WASHINGTON, March 21, 2012 -Renewable Fuels Association President and CEO Bob Dinneen and other RFA officials told reporters and stakeholders Monday that E15 (15%) ethanol blend gasoline is within weeks of commercial distribution.

“On the inexorable march to E15 [commercialization], we have made some progress,” Dinneen said in a conference call. “The job now is largely the industry’s to make E15 a commercial reality and we are working hard to make sure that happens.”

Kristy Moore, the RFA’s vice president for technical services, said that with EPA’s approval last week of a model misfueling mitigation plan designed by the RFA for E-15, marketers and other companies looking to sell E15 must register with EPA and submit their own mitigation plan, presumably adapted from the RFA plan, and address state regulations. She said EPA is expected to announce this week the first group of companies successfully registering with EPA.

The RFA officials also announced the availability of a handbook designed to provide fuel retailers with regulatory and technical guidance in order to legally store and sell E15 ethanol blends. The handbook provides sample checklists and questions that all potential E15 retailers should contemplate before moving forward with offering E15.

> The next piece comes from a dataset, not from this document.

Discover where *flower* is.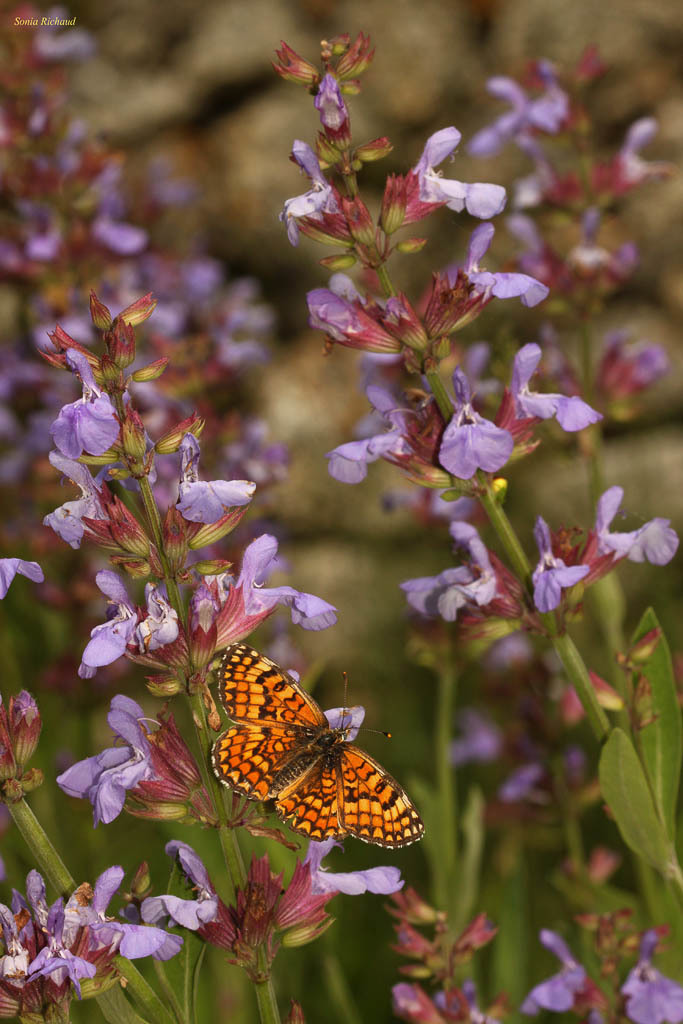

Moore said RFA staff is working with EPA to formulate a fuel survey required by the waiver granting the limited distribution of E15. The survey would consist of taking samples from E15 pumps and other pumps nearby to assure the validity of their blend.

EPA has already approved a warning label to go on pumps and help insure vehicle owners do not put E15 gasoline into anything other than vehicles and light trucks made in 2001 and later, as restricted under the partial waiver of the regulation that normally limits ethanol blends to 10% (E10). Moore said there are a number of states, including Illinois, Iowa and Kansas, who are prepared with regulations that are ready to cover E15 dispensing.

Robert White, RFA’s director of market development, said there were a number of state organizations that offer grants and other financial assistance that will help retailers finance pump installation. For example, the Indiana Corn Marketing Council has established a program that awards selected fuel retailing stations grants of up to 50% or $20,000 (whichever is less) towards the purchase and installation of an ethanol flex fuel (blender) pump, hardware and storage tank, or for the conversion of an existing pump.

While RFA officials are optimistic, there is litigation pending under which petroleum refiners and seeking to turn back the E15 waiver. And some House Republicans introduced legislation to require a new study of the fuel blend’s impact on engines by the National Academies of Science, despite three years of testing on thousands of vehicles by the DOE prior to the waiver’s approval.